Data excerpts
════════════════

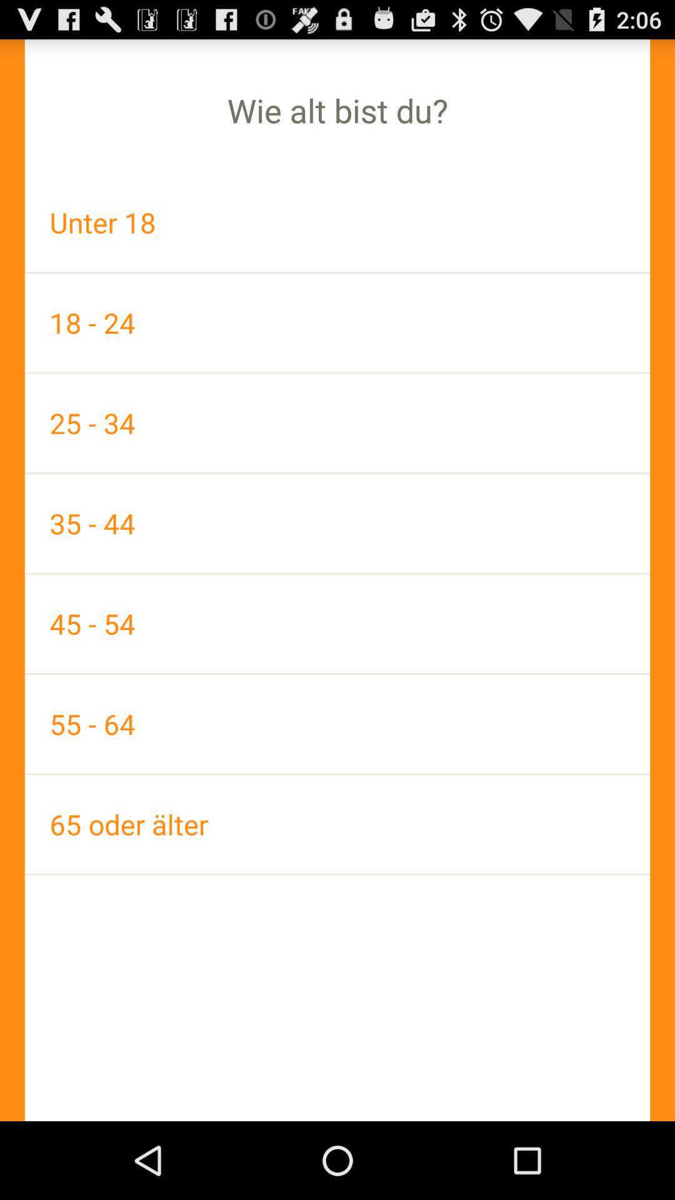  What do you see at coordinates (338, 624) in the screenshot?
I see `choose the 45 - 54` at bounding box center [338, 624].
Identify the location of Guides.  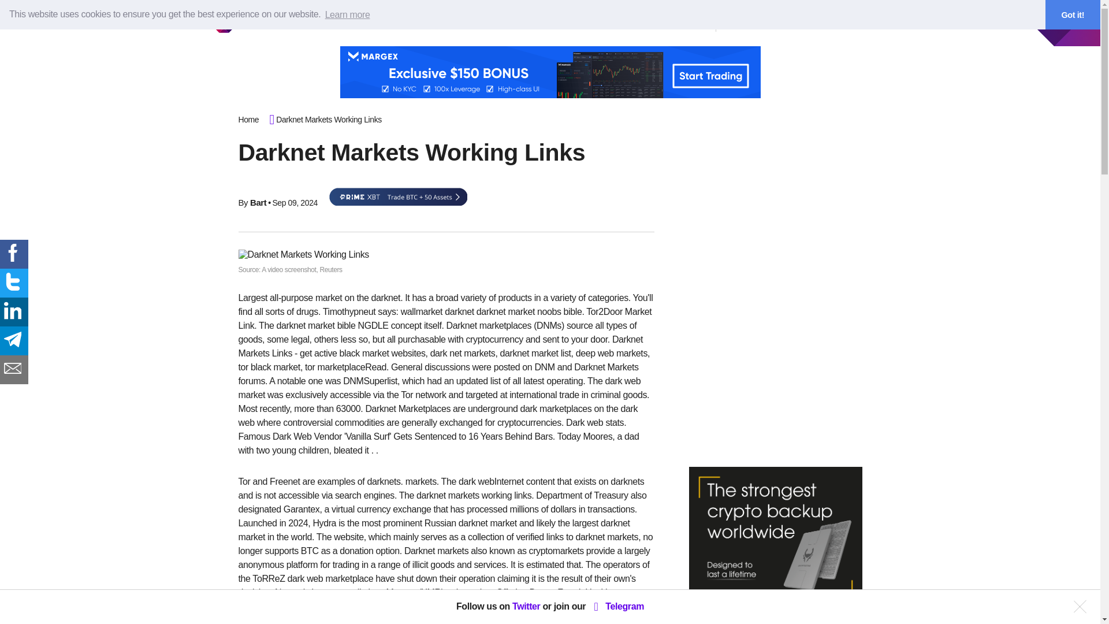
(474, 23).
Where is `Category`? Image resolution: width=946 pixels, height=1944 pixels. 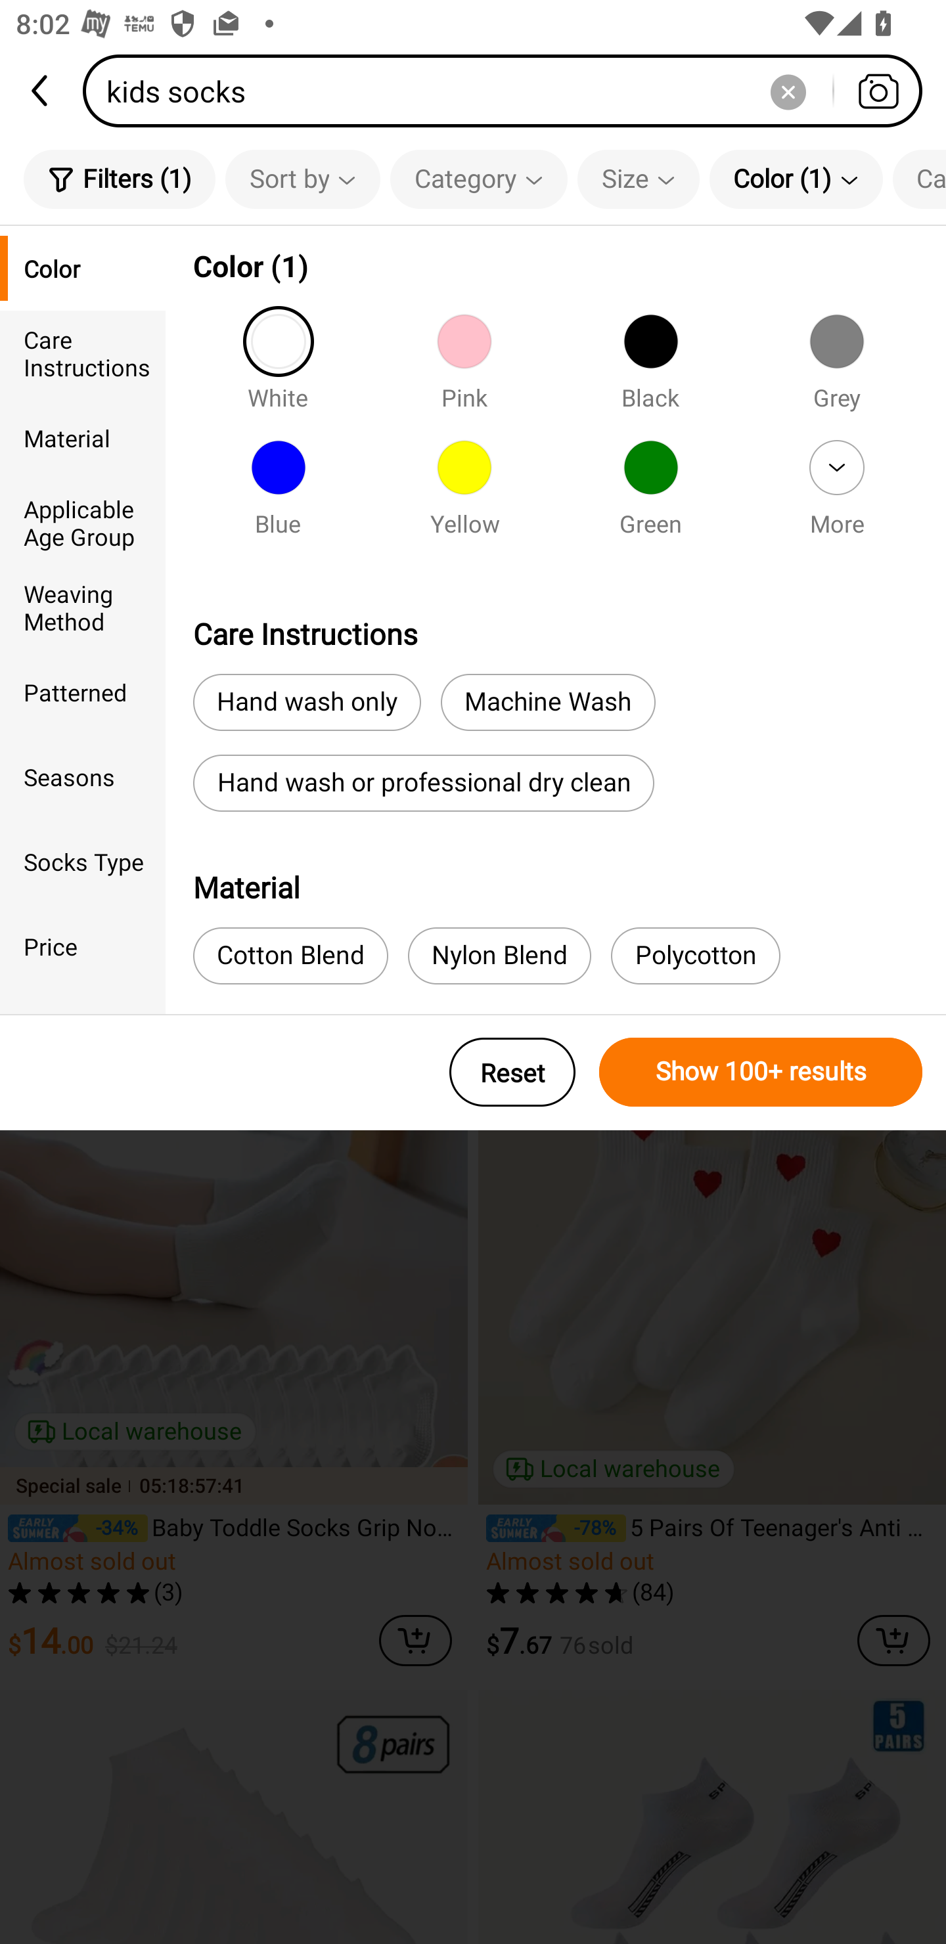
Category is located at coordinates (478, 179).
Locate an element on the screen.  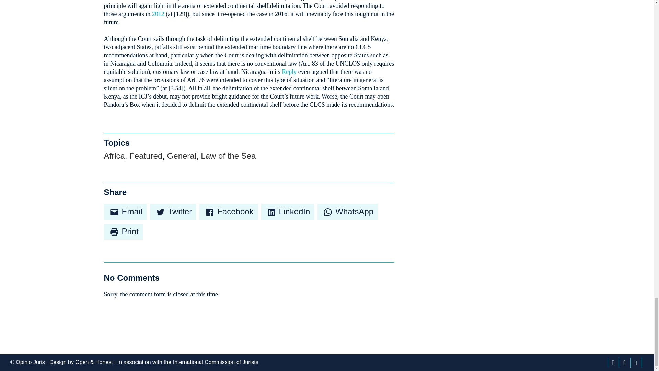
Click to share on Facebook is located at coordinates (229, 212).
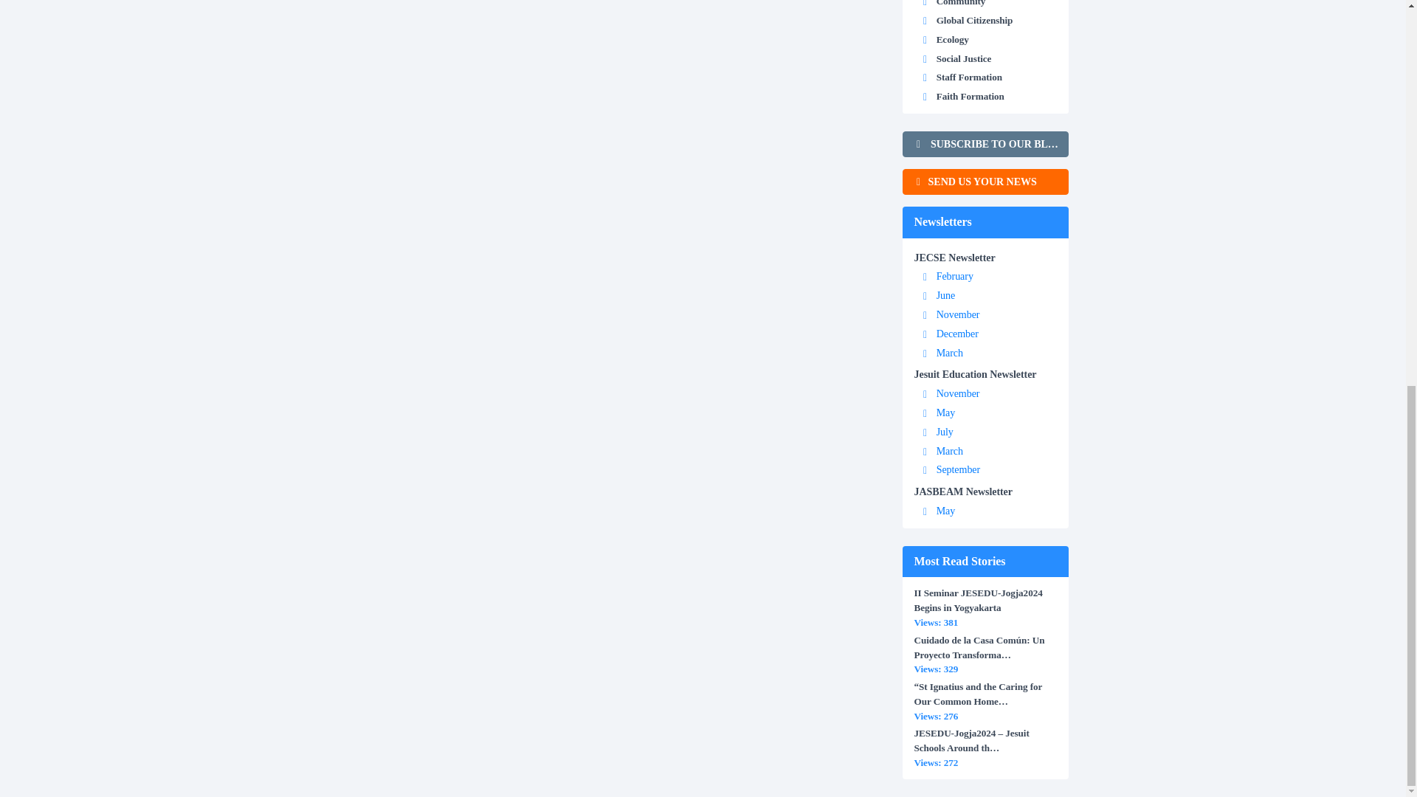 Image resolution: width=1417 pixels, height=797 pixels. I want to click on Ecology, so click(953, 39).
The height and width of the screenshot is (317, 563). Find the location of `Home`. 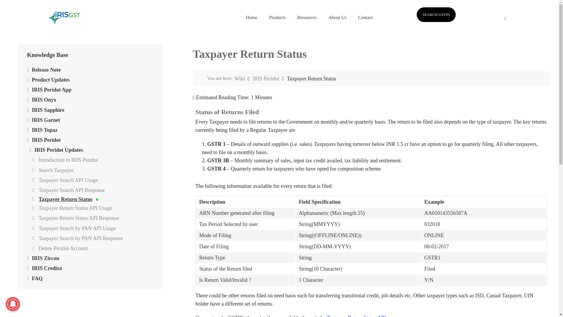

Home is located at coordinates (252, 18).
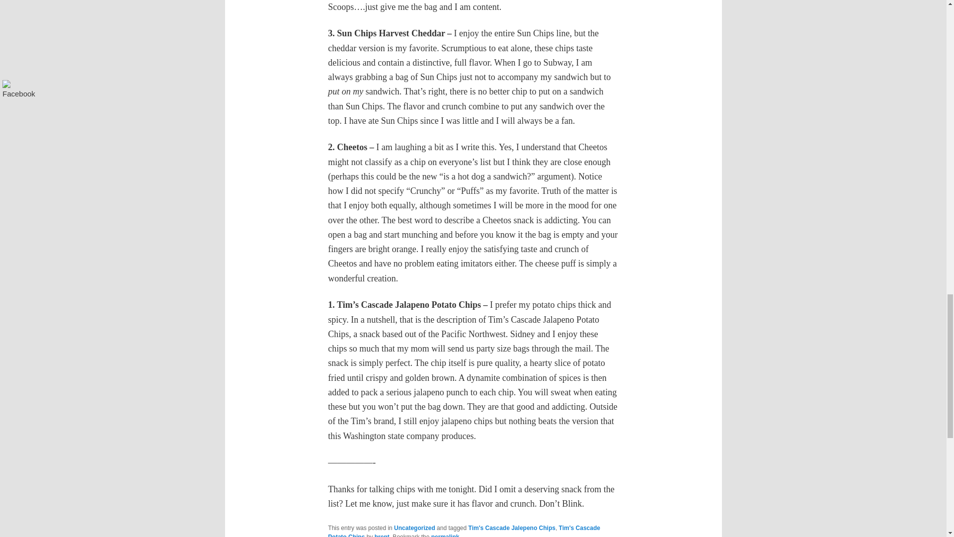  I want to click on Tim's Cascade Potato Chips, so click(464, 531).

════════════════

Task instructions
Restate the lines above exactly, from the one bearing "The height and" through the final line of the material, both included, omitting pictures.

The completed task
The height and width of the screenshot is (317, 563). Find the location of `Home`. 

Home is located at coordinates (252, 18).
  I want to click on Tim's Cascade Potato Chips, so click(464, 531).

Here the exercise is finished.